In less than ten hours, the Circle of Ostwick is disbanded, and Evelyn Trevelyan is officially an apostate.

(when she's running, deep into the woods she has not seen for so long, she thinks about her brother. About the stick he waved above his head, about how it was never fair that he had to lose every time because he was always stuck being the apostate)


They band together, what's left of them. They hide. Sometimes, she steals from villagers—small things: clothing on the line, grain and flour from their stores. Then bigger things: coins in purses, bracelets and pendants left in trunks or vases. She learns how to hunt with magic, how to rip the skin from animals to make leather or furs.

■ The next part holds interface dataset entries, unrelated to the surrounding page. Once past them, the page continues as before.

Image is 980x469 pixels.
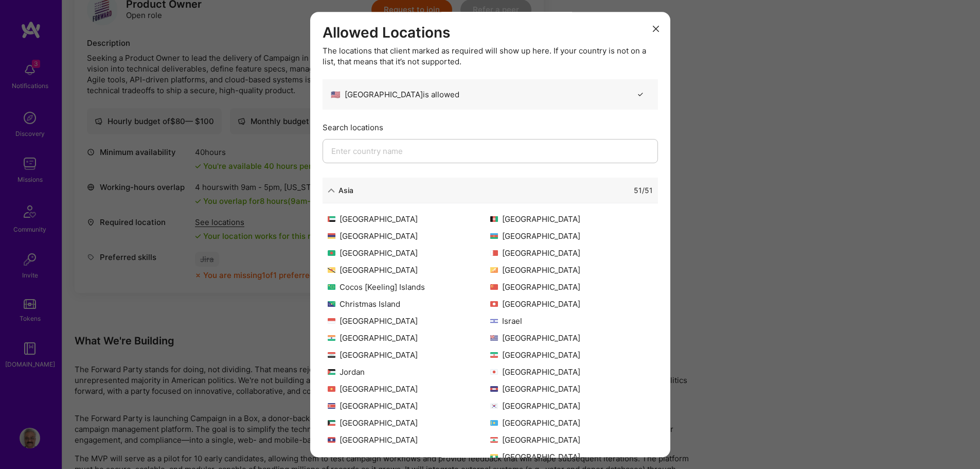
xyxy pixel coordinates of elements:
img: Cambodia [490,386,498,392]
img: Indonesia [328,318,335,324]
input: Enter country name [323,139,658,163]
div: [GEOGRAPHIC_DATA] [490,282,653,292]
div: [GEOGRAPHIC_DATA] [328,315,490,326]
div: [GEOGRAPHIC_DATA] [490,401,653,411]
span: 🇺🇸 [331,89,340,100]
img: Bahrain [490,250,498,256]
img: Myanmar [Burma] [490,454,498,460]
div: [GEOGRAPHIC_DATA] [328,401,490,411]
div: [GEOGRAPHIC_DATA] [490,418,653,428]
img: Hong Kong [490,301,498,307]
img: Lebanon [490,437,498,443]
i: icon CheckBlack [637,90,645,98]
div: [GEOGRAPHIC_DATA] [490,366,653,377]
div: [GEOGRAPHIC_DATA] [490,384,653,394]
div: Cocos [Keeling] Islands [328,282,490,292]
img: India [328,335,335,340]
div: Christmas Island [328,298,490,309]
div: [GEOGRAPHIC_DATA] [328,435,490,445]
img: Azerbaijan [490,233,498,239]
div: [GEOGRAPHIC_DATA] [490,298,653,309]
img: Laos [328,437,335,443]
img: Bhutan [490,267,498,273]
div: [GEOGRAPHIC_DATA] [328,332,490,343]
div: [GEOGRAPHIC_DATA] [328,265,490,275]
img: Jordan [328,369,335,375]
img: British Indian Ocean Territory [490,335,498,340]
div: Jordan [328,366,490,377]
div: [GEOGRAPHIC_DATA] [328,248,490,258]
div: [GEOGRAPHIC_DATA] [490,248,653,258]
img: Kuwait [328,420,335,426]
div: [GEOGRAPHIC_DATA] [328,231,490,241]
img: South Korea [490,403,498,409]
div: [GEOGRAPHIC_DATA] [328,384,490,394]
i: icon ArrowDown [328,187,335,194]
div: [GEOGRAPHIC_DATA] [490,332,653,343]
img: United Arab Emirates [328,216,335,222]
img: Armenia [328,233,335,239]
img: Brunei [328,267,335,273]
div: [GEOGRAPHIC_DATA] is allowed [331,89,459,100]
div: [GEOGRAPHIC_DATA] [490,214,653,224]
img: Kazakhstan [490,420,498,426]
i: icon Close [653,26,659,33]
img: North Korea [328,403,335,409]
img: Cocos [Keeling] Islands [328,284,335,290]
img: China [490,284,498,290]
img: Christmas Island [328,301,335,307]
div: [GEOGRAPHIC_DATA] [490,349,653,361]
img: Iran [490,352,498,357]
div: 51 / 51 [633,185,653,196]
div: The locations that client marked as required will show up here. If your country is not on a list,... [323,45,658,67]
div: Asia [338,185,353,196]
div: [GEOGRAPHIC_DATA] [328,214,490,224]
div: Search locations [323,122,658,133]
div: [GEOGRAPHIC_DATA] [328,349,490,361]
div: modal [310,12,670,457]
img: Iraq [328,352,335,357]
div: Israel [490,315,653,326]
div: [GEOGRAPHIC_DATA] [328,418,490,428]
div: [GEOGRAPHIC_DATA] [490,435,653,445]
img: Bangladesh [328,250,335,256]
img: Kyrgyzstan [328,386,335,392]
img: Japan [490,369,498,375]
img: Israel [490,318,498,324]
img: Afghanistan [490,216,498,222]
h3: Allowed Locations [323,24,658,41]
div: [GEOGRAPHIC_DATA] [490,231,653,241]
div: [GEOGRAPHIC_DATA] [490,265,653,275]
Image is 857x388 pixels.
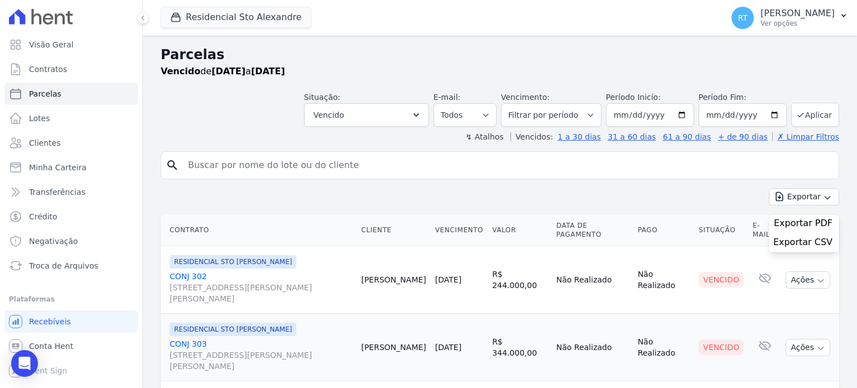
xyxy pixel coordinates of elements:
[29,39,74,50] span: Visão Geral
[786,339,830,356] button: Ações
[170,282,352,304] span: [STREET_ADDRESS][PERSON_NAME][PERSON_NAME]
[161,45,839,65] h2: Parcelas
[761,19,835,28] p: Ver opções
[357,314,430,381] td: [PERSON_NAME]
[161,65,285,78] p: de a
[161,214,357,246] th: Contrato
[431,214,488,246] th: Vencimento
[29,211,57,222] span: Crédito
[558,132,601,141] a: 1 a 30 dias
[4,335,138,357] a: Conta Hent
[357,214,430,246] th: Cliente
[511,132,553,141] label: Vencidos:
[786,271,830,289] button: Ações
[4,33,138,56] a: Visão Geral
[435,343,462,352] a: [DATE]
[161,7,311,28] button: Residencial Sto Alexandre
[11,350,38,377] div: Open Intercom Messenger
[552,246,633,314] td: Não Realizado
[4,83,138,105] a: Parcelas
[663,132,711,141] a: 61 a 90 dias
[29,162,86,173] span: Minha Carteira
[314,108,344,122] span: Vencido
[738,14,747,22] span: RT
[4,254,138,277] a: Troca de Arquivos
[29,235,78,247] span: Negativação
[4,132,138,154] a: Clientes
[357,246,430,314] td: [PERSON_NAME]
[251,66,285,76] strong: [DATE]
[212,66,246,76] strong: [DATE]
[723,2,857,33] button: RT [PERSON_NAME] Ver opções
[304,103,429,127] button: Vencido
[633,214,694,246] th: Pago
[170,338,352,372] a: CONJ 303[STREET_ADDRESS][PERSON_NAME][PERSON_NAME]
[718,132,768,141] a: + de 90 dias
[181,154,834,176] input: Buscar por nome do lote ou do cliente
[434,93,461,102] label: E-mail:
[552,214,633,246] th: Data de Pagamento
[4,310,138,333] a: Recebíveis
[4,58,138,80] a: Contratos
[501,93,550,102] label: Vencimento:
[29,260,98,271] span: Troca de Arquivos
[488,246,552,314] td: R$ 244.000,00
[170,323,296,336] span: RESIDENCIAL STO [PERSON_NAME]
[4,205,138,228] a: Crédito
[699,339,744,355] div: Vencido
[552,314,633,381] td: Não Realizado
[161,66,200,76] strong: Vencido
[9,292,133,306] div: Plataformas
[699,92,787,103] label: Período Fim:
[488,314,552,381] td: R$ 344.000,00
[29,316,71,327] span: Recebíveis
[29,137,60,148] span: Clientes
[606,93,661,102] label: Período Inicío:
[29,88,61,99] span: Parcelas
[29,113,50,124] span: Lotes
[773,237,835,250] a: Exportar CSV
[4,181,138,203] a: Transferências
[761,8,835,19] p: [PERSON_NAME]
[633,246,694,314] td: Não Realizado
[772,132,839,141] a: ✗ Limpar Filtros
[435,275,462,284] a: [DATE]
[608,132,656,141] a: 31 a 60 dias
[166,158,179,172] i: search
[748,214,781,246] th: E-mail
[773,237,833,248] span: Exportar CSV
[170,349,352,372] span: [STREET_ADDRESS][PERSON_NAME][PERSON_NAME]
[769,188,839,205] button: Exportar
[170,271,352,304] a: CONJ 302[STREET_ADDRESS][PERSON_NAME][PERSON_NAME]
[4,107,138,129] a: Lotes
[465,132,503,141] label: ↯ Atalhos
[170,255,296,268] span: RESIDENCIAL STO [PERSON_NAME]
[4,230,138,252] a: Negativação
[633,314,694,381] td: Não Realizado
[29,186,85,198] span: Transferências
[699,272,744,287] div: Vencido
[29,64,67,75] span: Contratos
[488,214,552,246] th: Valor
[29,340,73,352] span: Conta Hent
[791,103,839,127] button: Aplicar
[304,93,340,102] label: Situação:
[694,214,748,246] th: Situação
[4,156,138,179] a: Minha Carteira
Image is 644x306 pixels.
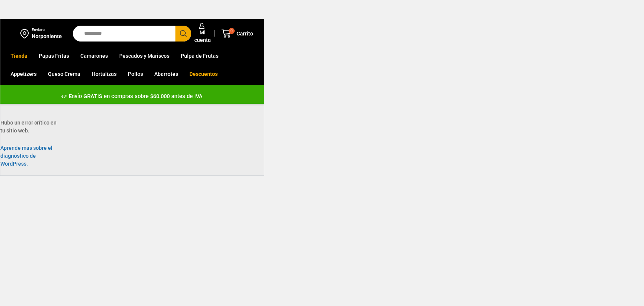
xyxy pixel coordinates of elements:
span: Carrito [235,30,253,38]
a: Pollos [124,67,147,81]
a: Queso Crema [44,67,84,81]
span: 0 [229,28,235,34]
div: Enviar a [32,27,62,33]
span: Mi cuenta [192,29,211,44]
img: address-field-icon.svg [21,27,32,40]
a: Pescados y Mariscos [115,49,173,63]
a: Appetizers [7,67,41,81]
a: 0 Carrito [219,25,256,42]
a: Abarrotes [150,67,182,81]
a: Camarones [77,49,112,63]
a: Papas Fritas [35,49,73,63]
div: Norponiente [32,33,62,40]
button: Search button [175,26,191,42]
a: Pulpa de Frutas [177,49,222,63]
a: Aprende más sobre el diagnóstico de WordPress. [1,145,53,167]
p: Hubo un error crítico en tu sitio web. [1,119,58,135]
a: Mi cuenta [190,19,211,48]
a: Tienda [7,49,31,63]
a: Hortalizas [88,67,120,81]
a: Descuentos [185,67,222,81]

And as they make their homes in caves, in woods, in abandoned huts, Evelyn thinks about the warm walls of the Circle, of never having to worry about her next meal. Of never having to scavenge through the pockets of a corpse for gold in order to buy food at the next market.

If this freedom, rash and dangerous and desperate, is what they were after when they broke apart their homes, it's a freedom she doesn't want. It's a freedom she didn't get to choose.

Because living in the wilderness is very romantic until people—children—start to starve. Until those who lived in seclusion and shelter are thrown into elements they never fully understood. Until it becomes open season on apostates who, until a few months ago, followed every letter of Chantry law.

(A group of rogue Templars kill ten of their own. And she knows for certain that it can never go back to how things were. But what she doesn't know is if that's progress or damnation.

Until she finds out, she decides to no longer say the Chant. There is no use in praying to a Maker who has already doomed them.)


Evelyn doesn't know how long she has been in hiding when it is Geraint, of all people, who finds her with the news. He is weathered, ponytail shorn and bone earring nowhere to be found, and when he mentions attending a Conclave between Templars and Mages, headed by Divine Justinia herself, she knows his relief matches her own.

He tells her that Senior Enchanter Lydia is dead. That the name Trevelyan still means something in some circles. That this might be the only chance for them to reach an accord.

So Evelyn agrees to accompany him to the Temple of Sacred Ashes. And begins her third encounter with the inevitable.